Casa Bloc

Casa Bloc is a residential building built between 1932 and 1936 located at 101 Passeig de Torras i Bages, in the Sant Andreu district of the city of Barcelona (Catalonia, Spain).

[1] Today, the Casa Bloc is considered a symbol of the rationalist architecture in Barcelona promoted by the Catalan Government during the Second Spanish Republic, since it was once an innovative social project, integrated in the urban environment and housing functional accommodation designed as minimum standard for workers.

Structurally, the finished building was at odds with the aims of the GATCPAC architects: the communal spaces on the ground floor were completed in other ways, part of the original system of vertical access and corridors was discarded, and the primary purpose of the project and its social and cultural function was lost.

The GATCPAC members had sought to embody key elements of the group's thinking in the Casa Bloc, with a program designed to provide decent housing at low cost while suggesting new forms of social living and collective identity, formalized in a new urbanism based on a new concept of the city.

This creative freedom, closely aligned with the tenets of the European avant-garde of the time, and reflecting a significant social commitment, was swept away in Francoist Spain, and was not recognized and recovered until the restoration of democracy.

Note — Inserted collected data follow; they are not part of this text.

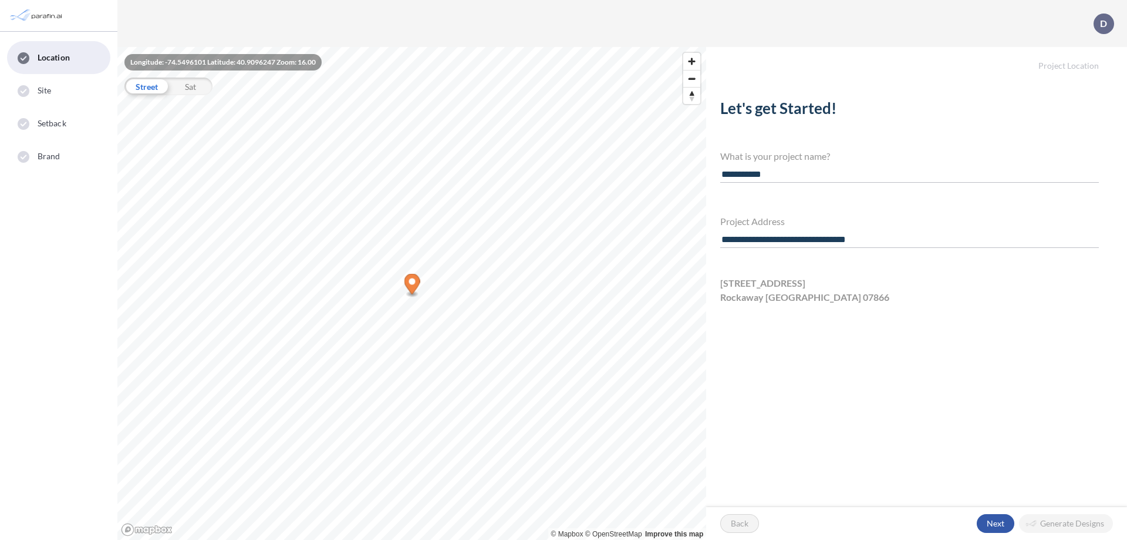 This screenshot has height=540, width=1127. What do you see at coordinates (917, 59) in the screenshot?
I see `h5: Project Location` at bounding box center [917, 59].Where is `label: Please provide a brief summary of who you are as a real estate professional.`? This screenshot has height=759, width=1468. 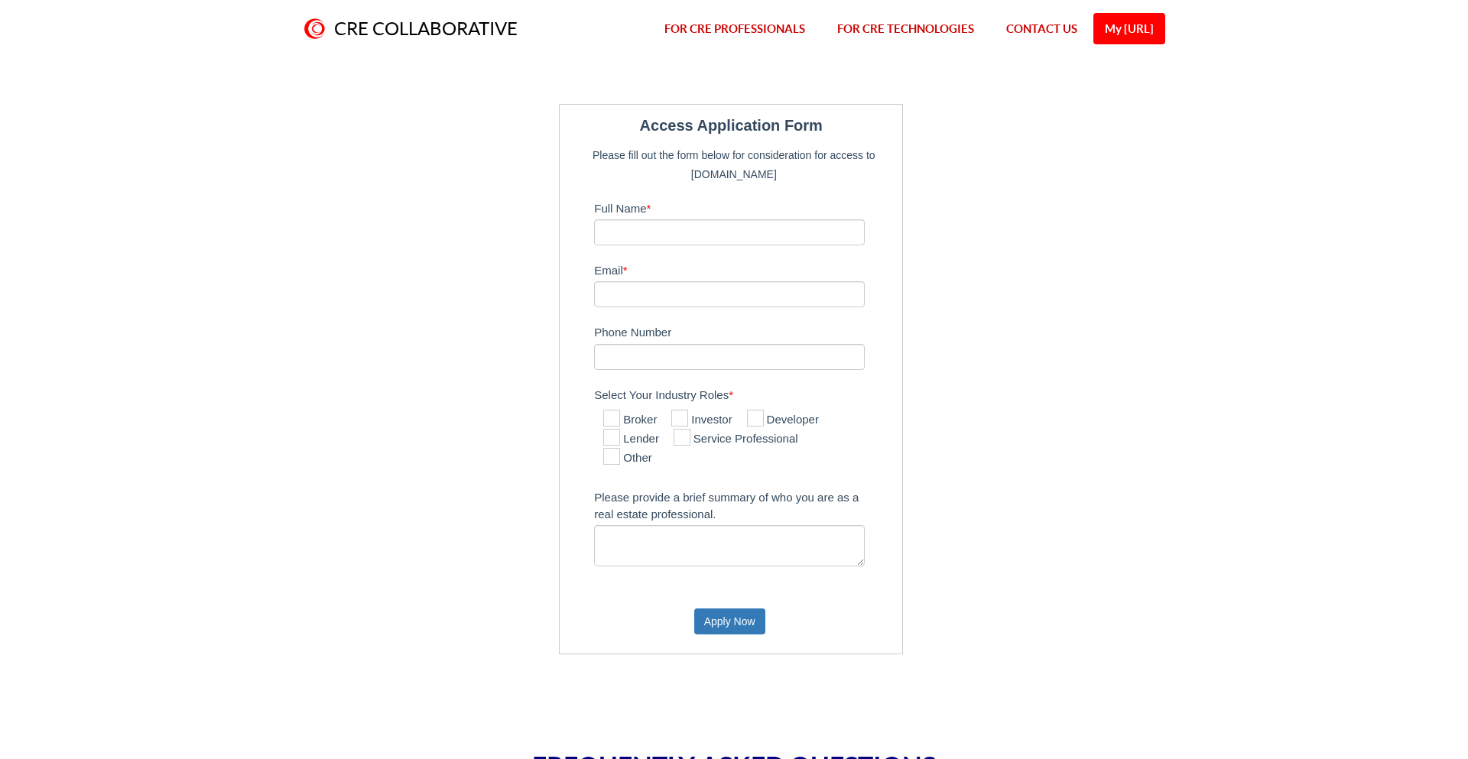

[4][5] The museumizing of Room 1/11 of the Casa Bloc, now recognized as a unique example of socially committed rationalist architecture in Catalonia, has been an intense and exciting project, the completion of which allows to experience at first hand the interior of one of the apartments just as its creators intended.

[6] For two years, INCASÒL and DHUB have worked together on this project, initially on the architectural rehabilitation and subsequently on the conceptual, documentary and museologicalaspects, in order to restore Room 1/11 to its original structure and appearance.

This has involved fitting out a period kitchen, bathroom, laundry area and shower, laying original cement tiles and replacing the folding doors in the dining room, all from other apartments in the Casa Bloc.